It's the 216th anniversary of the landmark descent to Paris by a very brave Frenchman. Today's interactive doodle lets you get in on the action.




(Credit: Google/Screenshot by CNET)


Parachute jumps didn't start with the 82nd Airborne or even the airplane era. Tuesday's Google Doodle is here to point us all the way back to the 18th century, and have a little fun doing it.


The Google Doodle for October 22 commemorates what the know-it-all search site describes as "the 216th anniversary of the first parachute jump." That could only be the descent from a hot-air balloon at 3,000 or so feet above Paris in 1797 by an Enlightenment Era daredevil named André-Jacques Garnerin. (Wikipedia's parachute page cites a couple of long-gone Frenchmen who might take issue with the claim, but c'est la vie.)


The ride down was apparently not particularly pleasant for Garnerin, who first had to cut himself loose from the hot-air balloon that had carried him aloft, but he landed without injury.

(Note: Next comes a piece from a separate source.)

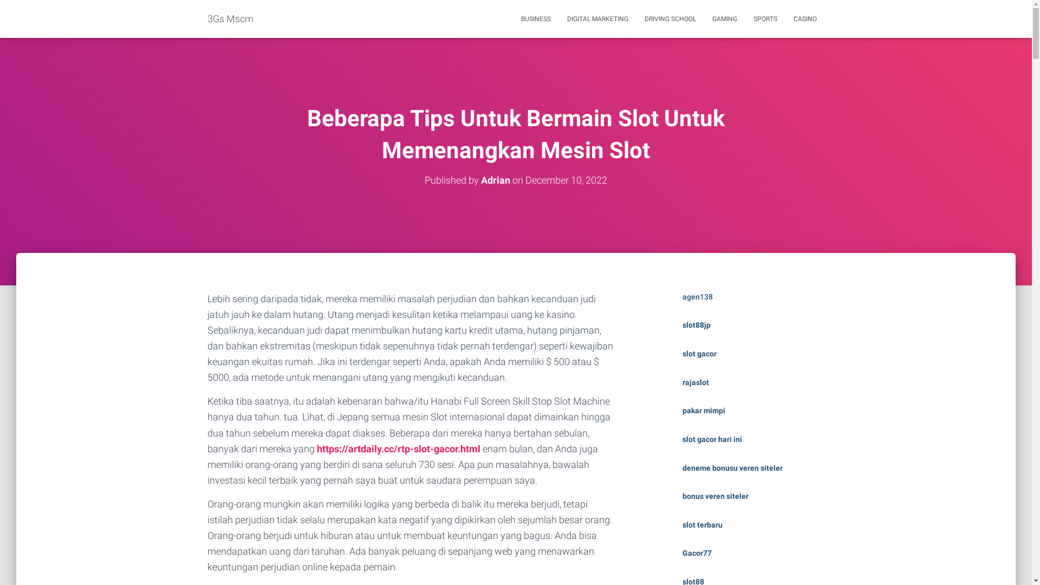 The height and width of the screenshot is (585, 1040). Describe the element at coordinates (496, 185) in the screenshot. I see `Adrian` at that location.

You can relive the moment without risk of airsickness via today's interactive Google Doodle, which lets you use your arrow keys to guide a cartoon Garnerin safely back to Earth.


In a somewhat cosmic coincidence, Felix Baumgartner's supersonic skydive last year also involved a balloon ascent -- albeit way, way higher, to about 24 miles in the sky -- and came just eight days shy of the 215th anniversary of Garnerin's plunge. Chances are that the plucky Garnerin was packing a little less high-tech gear.